Category: Literary Fiction Reviews

A review of Lemniscate by Gaynor McGrath

The reader moves along the lemniscate path with Elsie, as she tries to make sense of what she sees, and work out what it means to her own life in its broadest context. Throughout the book the writing is descriptive and interesting, full of the sights, sounds and tastes of the places she visits. The book takes the reader to places that are both exotic, and made familiar by human elements.

A review of The Snowing and Greening of Thomas Passmore by Paul Burman

Although the ending is given away right from the start, the shear physical blow of it still comes as a shock. Suddenly all the disjointedness in the novel, which never impedes readability or progression, is put right in an affirmative transformation that is both large and tiny in scope. The Snowing and Greening of Thomas Passmore is deeply original, powerfully moving, and hugely satisfying.

A Review of House of Meetings by Martin Amis

There is a ring of truth and emotive power in the historical veracity of House of Meeting’s setting. Amis has done his research well, and claims that an English author can’t really write about Russia don’t do justice to the deep sense of history and personal involvement that underpin this book. But House of Meetings really isn’t meant to be a realistic picture of life in the Soviet gulag.

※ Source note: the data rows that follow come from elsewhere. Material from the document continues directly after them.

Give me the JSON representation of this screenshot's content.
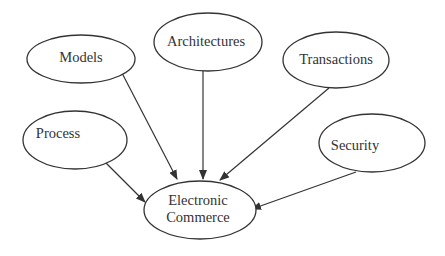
{
  "diagram": {
    "type": "concept-map",
    "colors": {
      "stroke": "#333333",
      "text": "#333333",
      "background": "#ffffff"
    },
    "nodes": [
      {
        "id": "models",
        "label": "Models",
        "cx": 81,
        "cy": 59,
        "rx": 54,
        "ry": 24,
        "tx": 81,
        "ty": 62
      },
      {
        "id": "architectures",
        "label": "Architectures",
        "cx": 208,
        "cy": 42,
        "rx": 54,
        "ry": 29,
        "tx": 206,
        "ty": 46
      },
      {
        "id": "transactions",
        "label": "Transactions",
        "cx": 336,
        "cy": 60,
        "rx": 53,
        "ry": 28,
        "tx": 336,
        "ty": 64
      },
      {
        "id": "process",
        "label": "Process",
        "cx": 75,
        "cy": 140,
        "rx": 52,
        "ry": 29,
        "tx": 58,
        "ty": 138
      },
      {
        "id": "security",
        "label": "Security",
        "cx": 372,
        "cy": 143,
        "rx": 53,
        "ry": 29,
        "tx": 355,
        "ty": 150
      },
      {
        "id": "ecommerce",
        "label_line1": "Electronic",
        "label_line2": "Commerce",
        "cx": 200,
        "cy": 210,
        "rx": 56,
        "ry": 29,
        "tx": 198,
        "ty1": 205,
        "ty2": 222
      }
    ],
    "edges": [
      {
        "from": "models",
        "to": "ecommerce",
        "x1": 123,
        "y1": 75,
        "x2": 177,
        "y2": 179
      },
      {
        "from": "architectures",
        "to": "ecommerce",
        "x1": 203,
        "y1": 71,
        "x2": 203,
        "y2": 179
      },
      {
        "from": "transactions",
        "to": "ecommerce",
        "x1": 329,
        "y1": 88,
        "x2": 220,
        "y2": 180
      },
      {
        "from": "process",
        "to": "ecommerce",
        "x1": 106,
        "y1": 163,
        "x2": 145,
        "y2": 202
      },
      {
        "from": "security",
        "to": "ecommerce",
        "x1": 356,
        "y1": 172,
        "x2": 252,
        "y2": 209
      }
    ]
  }
}
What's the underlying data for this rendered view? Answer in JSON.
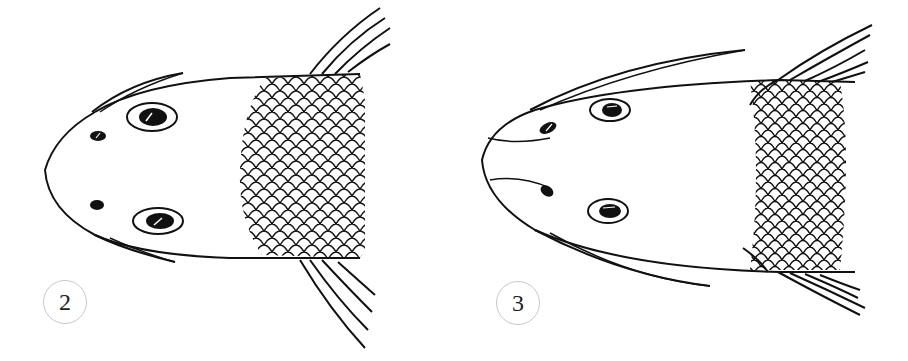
{
  "figures": [
    {
      "id": "fig2",
      "label": "2",
      "description": "Dorsal view of fish head with rounded snout, short barbels, nostrils and eyes, scaled body section and fins"
    },
    {
      "id": "fig3",
      "label": "3",
      "description": "Dorsal view of fish head with pointed snout, long barbels, nostrils and eyes, scaled body section and fins"
    }
  ],
  "colors": {
    "line": "#111111",
    "background": "#ffffff",
    "label_border": "#c8c8c8"
  }
}
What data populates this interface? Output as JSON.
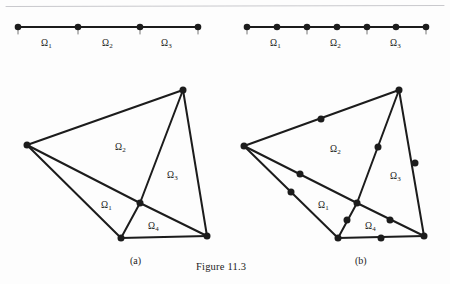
{
  "figure": {
    "caption": "Figure 11.3",
    "caption_pos": {
      "x": 196,
      "y": 262
    },
    "background_color": "#fdfdfd",
    "ink_color": "#1c1c1c",
    "rule_color": "#c9c9cd",
    "top_rule": {
      "x1": 6,
      "y1": 6.5,
      "x2": 444,
      "y2": 5.5
    },
    "panels": [
      {
        "id": "a",
        "label": "(a)",
        "x": 130,
        "y": 256
      },
      {
        "id": "b",
        "label": "(b)",
        "x": 355,
        "y": 256
      }
    ]
  },
  "line_mesh_linear": {
    "name": "1d-mesh-linear",
    "nodes": [
      {
        "x": 18,
        "y": 27
      },
      {
        "x": 78,
        "y": 27
      },
      {
        "x": 140,
        "y": 27
      },
      {
        "x": 198,
        "y": 27
      }
    ],
    "node_radius": 3.3,
    "segments": [
      {
        "x1": 18,
        "y1": 27,
        "x2": 78,
        "y2": 27
      },
      {
        "x1": 78,
        "y1": 27,
        "x2": 140,
        "y2": 27
      },
      {
        "x1": 140,
        "y1": 27,
        "x2": 198,
        "y2": 27
      }
    ],
    "ticks": [
      {
        "x": 18,
        "y1": 29,
        "y2": 34
      },
      {
        "x": 78,
        "y1": 29,
        "y2": 34
      },
      {
        "x": 140,
        "y1": 29,
        "y2": 34
      },
      {
        "x": 198,
        "y1": 29,
        "y2": 34
      }
    ],
    "labels": [
      {
        "symbol": "Ω",
        "sub": "1",
        "x": 41,
        "y": 39
      },
      {
        "symbol": "Ω",
        "sub": "2",
        "x": 102,
        "y": 39
      },
      {
        "symbol": "Ω",
        "sub": "3",
        "x": 161,
        "y": 39
      }
    ]
  },
  "line_mesh_quadratic": {
    "name": "1d-mesh-quadratic",
    "nodes": [
      {
        "x": 247,
        "y": 27
      },
      {
        "x": 277,
        "y": 27
      },
      {
        "x": 307,
        "y": 27
      },
      {
        "x": 337,
        "y": 27
      },
      {
        "x": 367,
        "y": 27
      },
      {
        "x": 396,
        "y": 27
      },
      {
        "x": 426,
        "y": 27
      }
    ],
    "node_radius": 3.3,
    "segments": [
      {
        "x1": 247,
        "y1": 27,
        "x2": 426,
        "y2": 27
      }
    ],
    "ticks": [
      {
        "x": 247,
        "y1": 29,
        "y2": 34
      },
      {
        "x": 307,
        "y1": 29,
        "y2": 34
      },
      {
        "x": 367,
        "y1": 29,
        "y2": 34
      },
      {
        "x": 426,
        "y1": 29,
        "y2": 34
      }
    ],
    "labels": [
      {
        "symbol": "Ω",
        "sub": "1",
        "x": 270,
        "y": 39
      },
      {
        "symbol": "Ω",
        "sub": "2",
        "x": 330,
        "y": 39
      },
      {
        "symbol": "Ω",
        "sub": "3",
        "x": 390,
        "y": 39
      }
    ]
  },
  "tri_mesh_linear": {
    "name": "2d-mesh-linear",
    "vertices": {
      "left": {
        "x": 27,
        "y": 145
      },
      "top": {
        "x": 183,
        "y": 90
      },
      "center": {
        "x": 140,
        "y": 203
      },
      "bottom": {
        "x": 121,
        "y": 238
      },
      "right": {
        "x": 207,
        "y": 236
      }
    },
    "edges": [
      {
        "from": "left",
        "to": "top"
      },
      {
        "from": "left",
        "to": "center"
      },
      {
        "from": "left",
        "to": "bottom"
      },
      {
        "from": "top",
        "to": "center"
      },
      {
        "from": "top",
        "to": "right"
      },
      {
        "from": "center",
        "to": "bottom"
      },
      {
        "from": "center",
        "to": "right"
      },
      {
        "from": "bottom",
        "to": "right"
      }
    ],
    "node_radius": 3.5,
    "labels": [
      {
        "symbol": "Ω",
        "sub": "1",
        "x": 101,
        "y": 201
      },
      {
        "symbol": "Ω",
        "sub": "2",
        "x": 115,
        "y": 143
      },
      {
        "symbol": "Ω",
        "sub": "3",
        "x": 167,
        "y": 171
      },
      {
        "symbol": "Ω",
        "sub": "4",
        "x": 148,
        "y": 222
      }
    ]
  },
  "tri_mesh_quadratic": {
    "name": "2d-mesh-quadratic",
    "vertices": {
      "left": {
        "x": 244,
        "y": 146
      },
      "top": {
        "x": 399,
        "y": 90
      },
      "center": {
        "x": 357,
        "y": 203
      },
      "bottom": {
        "x": 338,
        "y": 238
      },
      "right": {
        "x": 424,
        "y": 236
      }
    },
    "edges": [
      {
        "from": "left",
        "to": "top"
      },
      {
        "from": "left",
        "to": "center"
      },
      {
        "from": "left",
        "to": "bottom"
      },
      {
        "from": "top",
        "to": "center"
      },
      {
        "from": "top",
        "to": "right"
      },
      {
        "from": "center",
        "to": "bottom"
      },
      {
        "from": "center",
        "to": "right"
      },
      {
        "from": "bottom",
        "to": "right"
      }
    ],
    "midside_nodes": [
      {
        "x": 321,
        "y": 119
      },
      {
        "x": 300,
        "y": 174
      },
      {
        "x": 291,
        "y": 192
      },
      {
        "x": 378,
        "y": 147
      },
      {
        "x": 415,
        "y": 163
      },
      {
        "x": 347,
        "y": 220
      },
      {
        "x": 390,
        "y": 220
      },
      {
        "x": 381,
        "y": 238
      }
    ],
    "node_radius": 3.5,
    "labels": [
      {
        "symbol": "Ω",
        "sub": "1",
        "x": 318,
        "y": 201
      },
      {
        "symbol": "Ω",
        "sub": "2",
        "x": 330,
        "y": 145
      },
      {
        "symbol": "Ω",
        "sub": "3",
        "x": 390,
        "y": 172
      },
      {
        "symbol": "Ω",
        "sub": "4",
        "x": 365,
        "y": 222
      }
    ]
  }
}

A review of A Partisan’s Daughter by Louis de Bernières

Overall, this is a sad novel which hints at the uncertainty in all of our posturing; our inability to get at the kernel of who we are; and the difficulty of moving beyond our fantasies into a sustainable reality. Nevertheless, it’s an easy read, smooth and well written, and ultimately one that will nag at the reader beyond the pages of the book.

A review of The Enchantress of Florence by Salman Rushdie

If The Enchantress of Florence were expertly edited, and I’m afraid that few would dare edit someone of Rushdie’s caliber to the extent required, it could have been a masterpiece. As it is, it’s an enjoyable, but convoluted novel that takes on a difficult and fascinating historical subject matter and turns it into something entirely modern.

A review of Waltzing Australia by Cynthia Clampitt

By the end of the narrative, I felt I knew the author very well. Unafraid to honestly respond to her own emotions, and her surroundings, reading this book is as much about witnessing a person’s transformation through close contact with the natural world as it is about the places she visited in Australia.

A review of The Only True Genius in the Family by Jennie Nash

Malcolm Gladwell, in his book Outliers: The Story of Success, argues that natural genius is a myth, and that other factors, including hard work, are what distinguish the top performers at something, given equal ability. Nash addresses this myth, and makes it a vital part of her central protagonist’s journey.

A review of Wanting by Richard Flanagan

As with Gould’s Book of Fish, Wanting undermines history, recreating it in a magical realism form that tells a greater truth. Like Adrienne Eberhart’s Jane, Lady Franklin, what drives the story is not what happened but what was felt. Unlike Eberhart’s Lady Franklin, Flanagan’s heroine is as guilty as she is tragic. She destroys what she loves by denying herself.

A review of The Sea Lady by Margaret Drabble

This is a masterly display of passion gone wrong performed by a novelist who has here written, as she has sometimes in other works failed to do, a work of sustained interest and vitality. Those acquainted with her other works will want to read this book. Readers who have not yet read any of Drabble’s books, will find this one a good one with which to begin.

A review of Something to Tell You by Hanif Kureishi

It’s easy to imagine that Kureishi’s intent here was to provide a sense of the era, and the immediate colour that these characters conjure, but instead these dropped-in names turns the book into a compendium of the times and detracts from both the character development and the fictive dream.